I’m somewhat new to Git. So I’ve got the origin/master and origin/upbranch on my remote server. I’ve also got a master branch on my local machine. How do I go about setting it up so that I can push to origin/upbranch from my local machine? Also, how would I set up pulling into origin/master from origin/upbranch? I can access the remote server via static address, but have no address to access local from remote.
Also, any references you would recommend for someone learning Git?
Edit: renamed origin/upstream to origin/upbranch, since I may have misunderstood its meaning.
master (local) -> origin/upbranch (remote) -> origin/master (remote)
Is upstream a branch in this scenario? It sure looks like it. I believe that branch name is really going to confuse people.
But to answer some of the questions:
Assuming you have
master -> origin/masterandupstream -> origin/upstream. It looks like you already have your local branches tracking the remote ones.Switch to the upstream branch
You use checkout to switch to your locally tracked upstream branch. Make some changes. Commit them, them push them back to origin.
You don’t directly do this. You have to merge locally then push.
Change the local branch to upstream. Pull any changes from the remote branch. If there were merge problems you’ll have to fix + commit first before switch back to master. Switch to the master branch and merge in the changes from upstream into master. I turn off fast-forwarding so that it creates a new merge commit instead of just moving the pointer of master.
Commit the merge and then push it back to the remote server.
Confusion
If upstream is supposed to be another remote location like origin then I don’t know exactly what you are trying to do since you listed upstream as origin/upstream.
From what I have seen the name upstream would be used to name another remote location. In that case, origin would be similar to upstream. Not master to upstream. But I kept with the assumption you created 2 branches, one called master (created by default) and one called upstream and you’d like to work in them and merge upstream into master.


*INSTRUCTIONS TO FOLLOW*
Write out exactly the first lines of the listing, ending on the line that contains "The width and".

*DATA TO USE*
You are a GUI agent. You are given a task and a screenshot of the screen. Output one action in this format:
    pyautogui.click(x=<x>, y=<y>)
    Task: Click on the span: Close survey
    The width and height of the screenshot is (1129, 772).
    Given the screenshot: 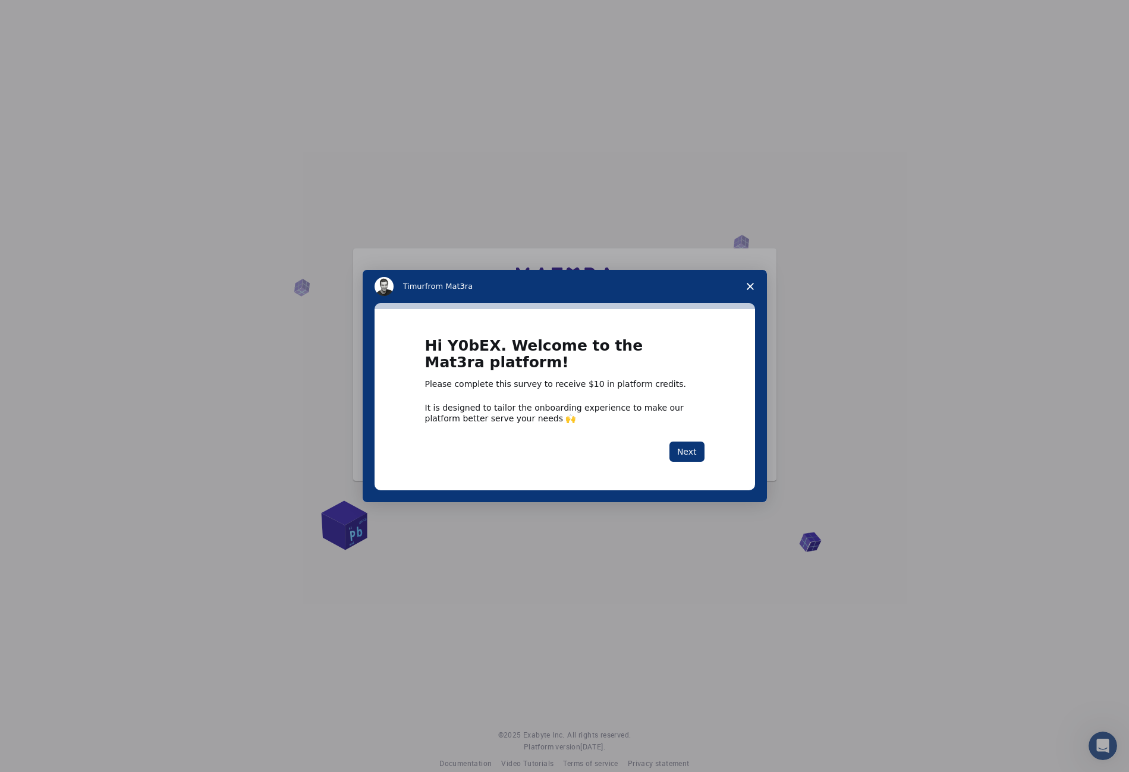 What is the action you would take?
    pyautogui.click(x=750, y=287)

*WRITTEN SOLUTION*
You are a GUI agent. You are given a task and a screenshot of the screen. Output one action in this format:
    pyautogui.click(x=<x>, y=<y>)
    Task: Click on the span: Close survey
    The width and height of the screenshot is (1129, 772).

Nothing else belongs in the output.